Back To Reality – Earnings Season Kicks Off
Writing in today’s Wall Street Journal E.S. Browning said (subscription required):
Whether, and how, the [forthcoming 1st quarter] profit news surprises investors is likely to be the main determinant of the market’s direction in the next few weeks.
Finally we can get beyond all the obsessing about the Fed and the Jobs Report and get on to something that really matters: earnings kick off tomorrow when Alcoa reports after the close!!!!
And what is abundantly clear is that things have the potential to get dicey. Analysts have reduced their estimates for S&P 500 1st quarter earnings growth from 8.7% at the start of the year all the way down to 3.3% currently – it was 3.8% a week ago:
‘The numbers are slipping away more quickly than one would expect,’ said Albert Edwards, global investment strategist for Dresdner Kleinwort Securities in London. ‘The market really hasn’t taken the risk into account’.
This would break a long streak of double digits earning growth for the S&P. According to Tim Hayes, chief investment strategist at Ned Davis Research, that is inauspicious because periods in which earnings growth slows tend to be challenging for stocks (“A Caution Signal on Profits.
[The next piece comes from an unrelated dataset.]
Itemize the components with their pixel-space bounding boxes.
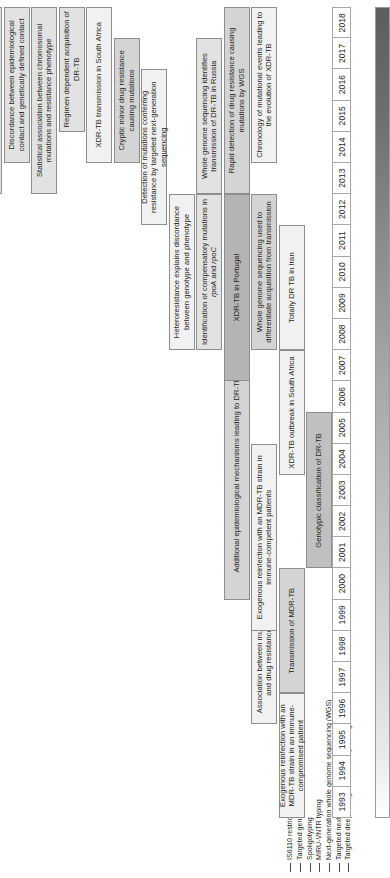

A Red Light for Stocks?”, Paul Lim, NY Times, Sunday April 8, 2007).
The 1st quarter of 2006 was an excellent one for earnings. The S&P 500 as a whole was up 16% from the year earlier period and energy stocks 36% (“Less Gain, More Pain” (subscription required), Jacqueline Doherty, Barron’s, Saturday March 31, 2007). There are some real tough compares here. And the housing bubble and all the fall out from it weren’t even on the radar back then. Elevated put prices (subscription required) reflect the view of sophisticated investors of the potential for a market correction in the next three months.